Staying ahead of the curve in 2026
The pressures of rapid growth, fragmented recruitment, endpoint complexity, global regulation and advanced modalities are pushing sponsors toward partners that can make sense of a changing dermatology market without slowing momentum. Two recent programs illustrate what that looks like in practice.
One recent phase III plaque psoriasis study in adults planned 37 sites for 508 patients. Enrollment finished six weeks early, even after an amendment increased the number of subjects without extending the enrollment period. The final enrolled population rose by 18%, and the program passed a regulatory inspection by China’s drug inspectorate. Speed mattered, but so did quality: the same study faced dual-sponsor requirements and pandemic disruptions that threatened visit schedules and data collection. Collaboration with Caidya, whose global footprint and experience responding deftly to changing protocols, ensured the study was a success.
A second program, a phase II study in moderate-to-severe atopic dermatitis, enrolled 163 subjects in six months across 27 sites, despite the added hurdle of a placebo control. As is the case across the dermatology world, enrollment difficulty represented a looming danger to trial success. Here, execution hinged on practical choices: getting sites ready under restrictions, aligning investigators around recruitment tactics and keeping momentum steady across centers. Again, partnership with Caidya made all this possible and freed the sponsor to focus on the science.

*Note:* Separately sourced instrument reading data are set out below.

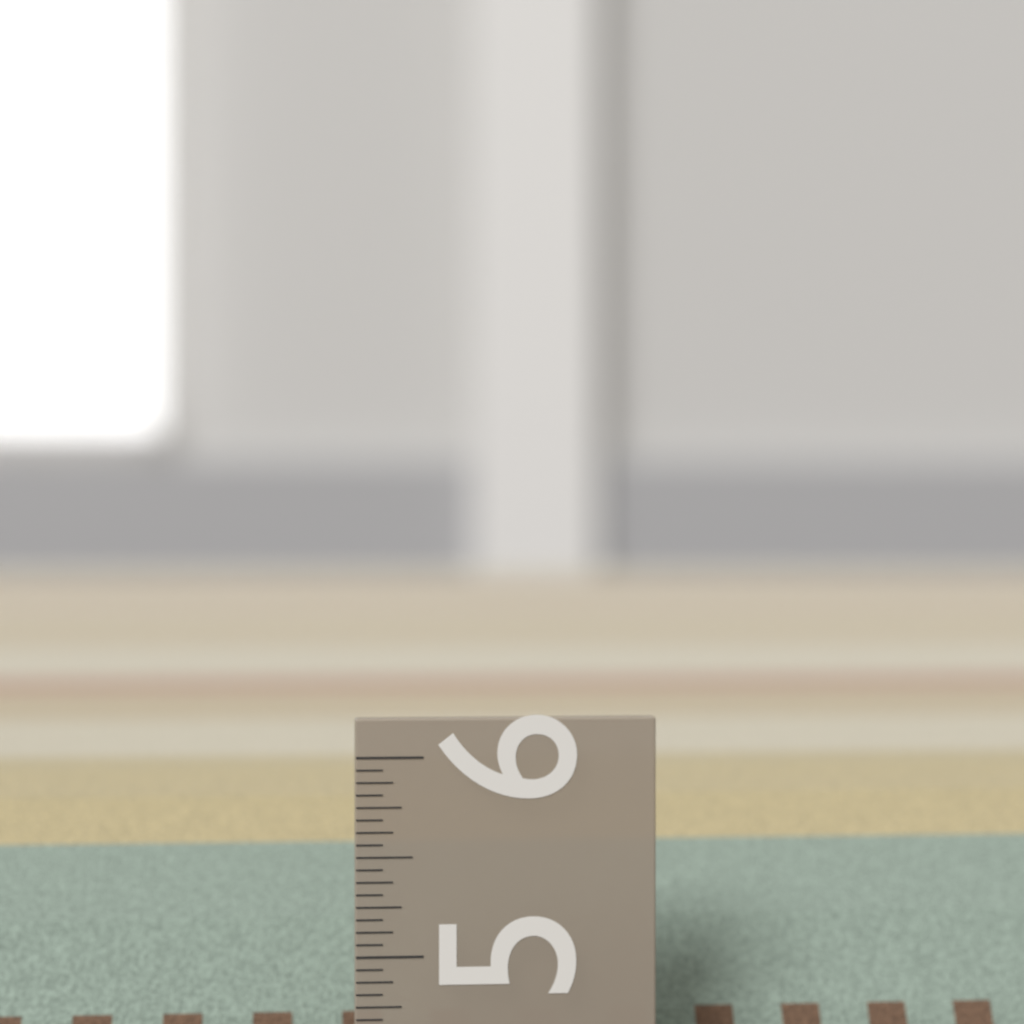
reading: 5.6250 in
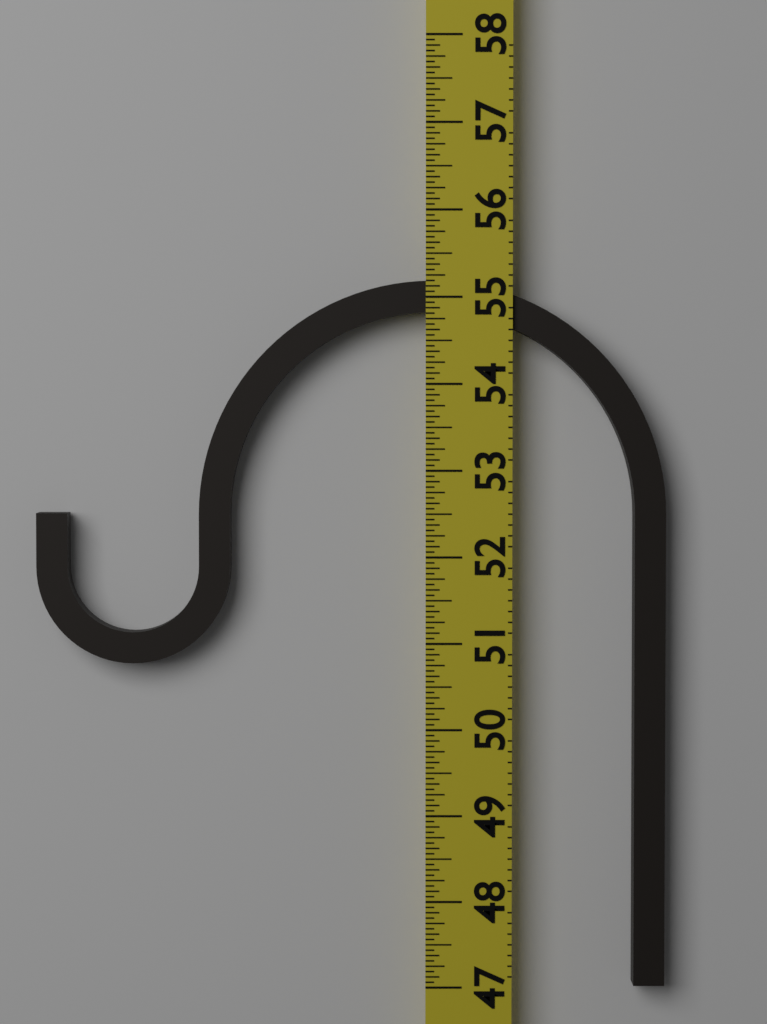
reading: 55.1875 (no unit)
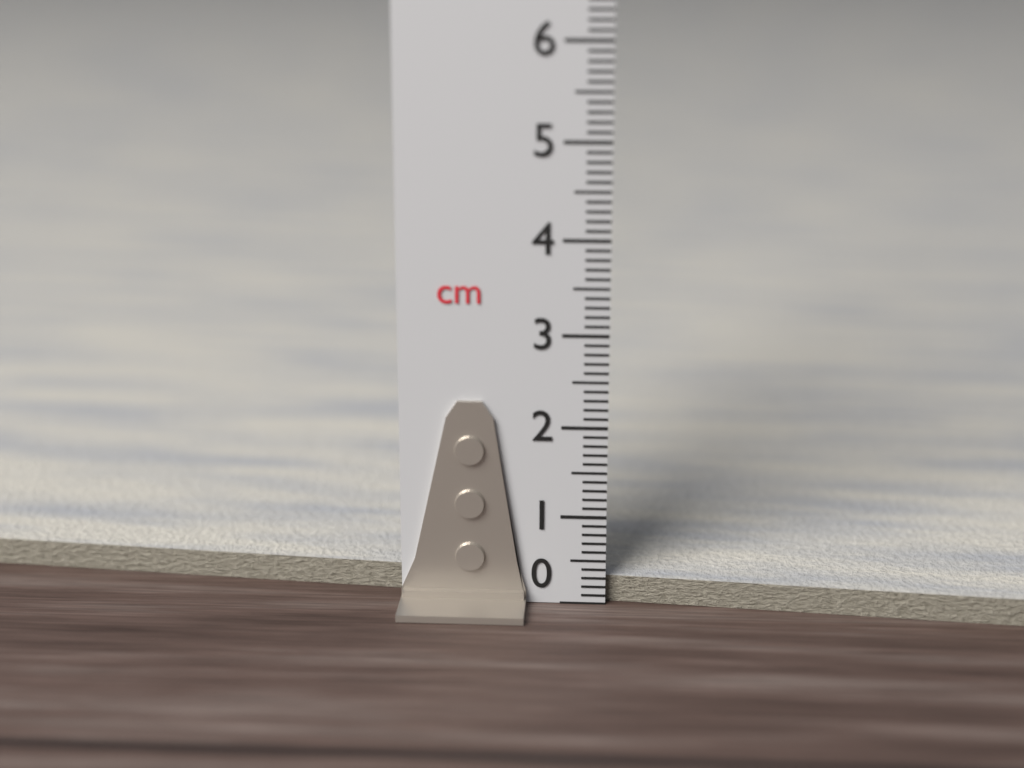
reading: 0.3 cm
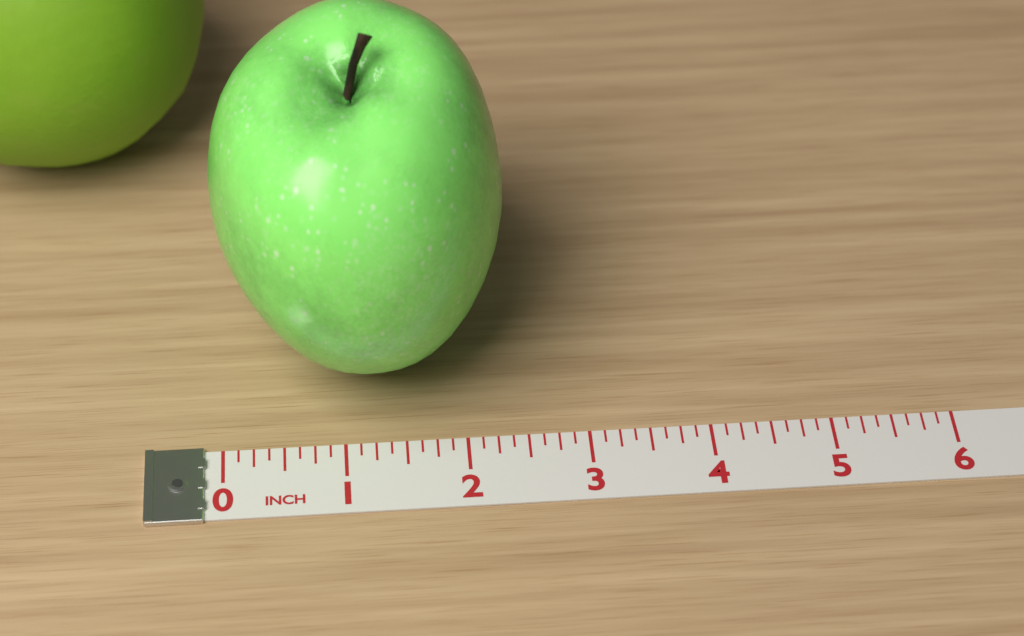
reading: 2.375 inch
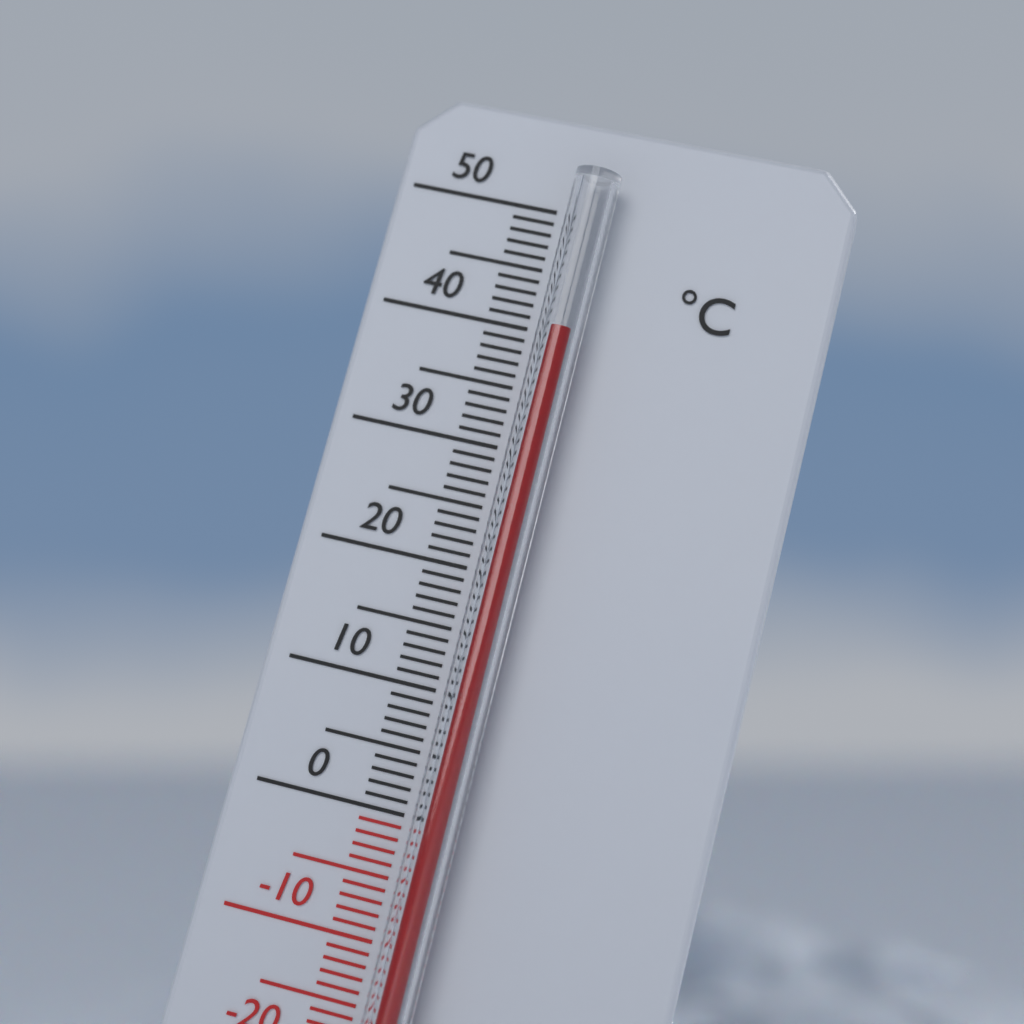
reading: 40 °C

What can researchers learn from these examples as 2026 gets underway? First, recruitment is about incentives, logistics and site selection – there are organizations out there who specialize in all three, and sponsors whose specialty lies in epidemiology should seek them out. Second, dermatology’s reliance on visual assessment makes consistency a core operational problem they should seek to address. Third, global dermatology development will keep expanding in novel regions.
Across all these areas, a CRO can change outcomes – combining local execution with global standards, and by ensuring that measurement, training, documentation, and submission are aligned across regions. Caidya is perfectly placed for that task. Its dermatology experience spans large inflammatory indications and complex multi-site delivery, backed by teams that can support inspection readiness, harmonize endpoint assessment and run studies across the globe. Strategic CROs represent essential partners for the coming year, empowering sponsors to design trials with patients at the center, navigate evolving regulatory landscapes and ultimately deliver more meaningful outcomes in dermatology. Download the whitepaper on this page to learn more.
[1] GlobalData Clinical Trial enrollment analytics database, accessed February 2026.